15 November marks Wrocław Science Day, commemorating the first official Polish academic lecture given in Wrocław after World War II. On that day in 1945, at 9:30 a.m. in room 305 at the Wrocław University of Science and Technology, Prof. Kazimierz Idaszewski, an eminent electrical engineer and professor at the Lviv Polytechnic National University, gave the first post-war academic lecture in Polish in Wrocław. This event symbolically inaugurated the activities of the Wrocław University and the Wrocław University of Science and Technology.
However, it is worth remembering that the first scientific lecture in Polish in Wrocław was given on 6 September 1945 by Prof.
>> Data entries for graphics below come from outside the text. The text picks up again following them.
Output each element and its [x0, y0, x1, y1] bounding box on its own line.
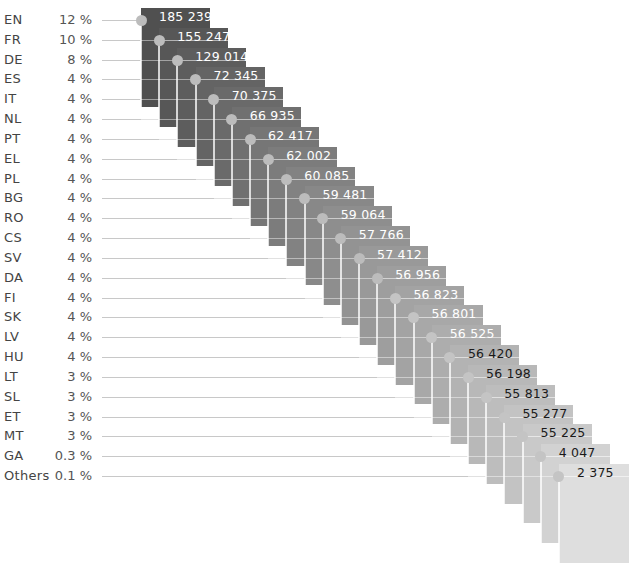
share-percent: 8 %: [0, 50, 92, 70]
count-value: 4 047: [559, 446, 596, 460]
row-marker-dot: [481, 392, 492, 403]
share-percent: 4 %: [0, 149, 92, 169]
box-edge-line: [140, 20, 142, 107]
count-value: 62 417: [268, 129, 313, 143]
row-marker-dot: [372, 273, 383, 284]
count-value: 2 375: [577, 466, 614, 480]
row-line-through-boxes: [286, 278, 377, 279]
share-percent: 0.1 %: [0, 466, 92, 486]
box-edge-line: [503, 417, 505, 504]
row-line-through-boxes: [232, 218, 323, 219]
count-value: 129 014: [195, 50, 248, 64]
share-percent: 10 %: [0, 30, 92, 50]
box-edge-line: [158, 40, 160, 127]
box-edge-line: [176, 60, 178, 147]
share-percent: 4 %: [0, 109, 92, 129]
row-line-through-boxes: [141, 79, 196, 80]
share-percent: 4 %: [0, 248, 92, 268]
share-percent: 3 %: [0, 367, 92, 387]
count-value: 57 412: [377, 248, 422, 262]
row-line-through-boxes: [159, 139, 250, 140]
row-line-through-boxes: [323, 317, 414, 318]
share-percent: 4 %: [0, 268, 92, 288]
row-line-through-boxes: [177, 159, 268, 160]
row-marker-dot: [354, 253, 365, 264]
share-percent: 4 %: [0, 228, 92, 248]
row-marker-dot: [281, 174, 292, 185]
share-percent: 4 %: [0, 188, 92, 208]
box-edge-line: [231, 119, 233, 206]
row-marker-dot: [136, 15, 147, 26]
share-percent: 12 %: [0, 10, 92, 30]
row-line-through-boxes: [450, 456, 541, 457]
row-marker-dot: [463, 372, 474, 383]
row-line-through-boxes: [414, 417, 505, 418]
count-value: 185 239: [159, 10, 212, 24]
count-value: 72 345: [214, 69, 259, 83]
share-percent: 0.3 %: [0, 446, 92, 466]
count-value: 59 064: [341, 208, 386, 222]
count-value: 56 823: [413, 288, 458, 302]
count-value: 56 956: [395, 268, 440, 282]
share-percent: 3 %: [0, 426, 92, 446]
row-line-through-boxes: [395, 397, 486, 398]
row-marker-dot: [172, 55, 183, 66]
box-edge-line: [449, 357, 451, 444]
row-marker-dot: [390, 293, 401, 304]
row-line-through-boxes: [305, 298, 396, 299]
share-percent: 4 %: [0, 307, 92, 327]
row-line-through-boxes: [196, 179, 287, 180]
box-edge-line: [249, 139, 251, 226]
row-marker-dot: [263, 154, 274, 165]
row-line-through-boxes: [432, 436, 523, 437]
count-value: 55 225: [541, 426, 586, 440]
share-percent: 4 %: [0, 129, 92, 149]
share-percent: 4 %: [0, 288, 92, 308]
share-percent: 4 %: [0, 89, 92, 109]
count-value: 62 002: [286, 149, 331, 163]
share-percent: 4 %: [0, 208, 92, 228]
count-value: 56 801: [432, 307, 477, 321]
box-edge-line: [558, 476, 560, 563]
box-edge-line: [267, 159, 269, 246]
box-edge-line: [413, 317, 415, 404]
box-edge-line: [522, 436, 524, 523]
count-value: 56 420: [468, 347, 513, 361]
row-line-through-boxes: [214, 198, 305, 199]
share-percent: 4 %: [0, 347, 92, 367]
count-value: 59 481: [323, 188, 368, 202]
count-value: 70 375: [232, 89, 277, 103]
share-percent: 3 %: [0, 407, 92, 427]
box-edge-line: [540, 456, 542, 543]
count-value: 55 813: [504, 387, 549, 401]
box-edge-line: [285, 179, 287, 266]
box-edge-line: [322, 218, 324, 305]
share-percent: 4 %: [0, 169, 92, 189]
box-edge-line: [195, 79, 197, 166]
box-edge-line: [304, 198, 306, 285]
row-marker-dot: [154, 35, 165, 46]
share-percent: 4 %: [0, 327, 92, 347]
box-edge-line: [467, 377, 469, 464]
box-edge-line: [340, 238, 342, 325]
row-line-through-boxes: [377, 377, 468, 378]
count-value: 66 935: [250, 109, 295, 123]
box-edge-line: [358, 258, 360, 345]
count-value: 56 525: [450, 327, 495, 341]
share-percent: 3 %: [0, 387, 92, 407]
box-edge-line: [431, 337, 433, 424]
row-line-through-boxes: [141, 99, 214, 100]
row-line-through-boxes: [468, 476, 559, 477]
box-edge-line: [213, 99, 215, 186]
row-line-through-boxes: [341, 337, 432, 338]
row-line-through-boxes: [359, 357, 450, 358]
box-edge-line: [394, 298, 396, 385]
count-value: 60 085: [304, 169, 349, 183]
count-value: 155 247: [177, 30, 230, 44]
share-percent: 4 %: [0, 69, 92, 89]
row-marker-dot: [245, 134, 256, 145]
row-marker-dot: [499, 412, 510, 423]
count-value: 56 198: [486, 367, 531, 381]
box-edge-line: [376, 278, 378, 365]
Ludwik Hirszfeld.
A world-renowned immunologist and bacteriologist, founder of academic medicine in Wrocław, gathered a group of young people – members of the Academic Guard, soon to become medical students – at the Department of Microbiology on what is now Chałubińskiego Street (formerly Robert Koch Strasse). He spoke about the latest trends in bacteriological research, convinced that post-war youth were ‘thirsty for science and knowledge’.
Although the universities did not formally come into existence until 19 September 1945, and the official inauguration of the Wrocław University and the Wrocław University of Science and Technology took place in June 1946, it is Hirszfeld’s speech that is considered the first post-war academic lecture in Wrocław.
Therefore, when celebrating Wrocław Science Day, it is worth remembering both Prof. Idaszewski’s official inaugural lecture on 15 November 1945 and Prof. Hirszfeld’s earlier pioneering speech, which became the foundation for the rebirth of Wrocław’s academic community.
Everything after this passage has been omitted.